I have several lanes of paired-end Illumina RNA-Seq data in mouse, but in some lanes, less than 20% of reads map to known exons, indicating that much of the other 80% is likely contamination by genomic DNA (rather than cDNA derived from RNA). On the other end, the "best" sample has almost 80% of reads mapping to known exons.
What is a typical value for fraction of genomic contamination in an RNA-Seq dataset? Can I do anything useful with a lane of RNA-Seq where 80% of the reads aren't RNA-derived? How about 50%? 30%? 20%? I was hoping to use these to study alternative splicing, but I assume that the genomic reads would cause many false-positive cases of intron inclusion and alternative 3' and 5' splice sites.

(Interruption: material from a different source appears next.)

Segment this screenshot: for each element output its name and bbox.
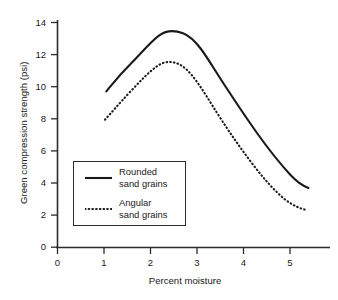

Could I still study other types of splicing events such as exon skipping and cassette exons, since these types of splicing variations would result in long insert lengths that would not be confused with genomic DNA?
how do you know it isn't rRNA?
I didn't personally compute the statistics, but I believe that for the purposes "known exons" included non-protein-coding transcribed sequences such as ribosome genes.
I didn't personally compute the statistics, but I believe that for the purposes of this calculation, "known exons" included non-protein-coding transcribed sequences such as ribosome genes.
I've talked to the person who computed the statistics. Since there are many copies of the ribosomal DNA in the genome, any ribosomal reads would be filtered out because they align to too many locations.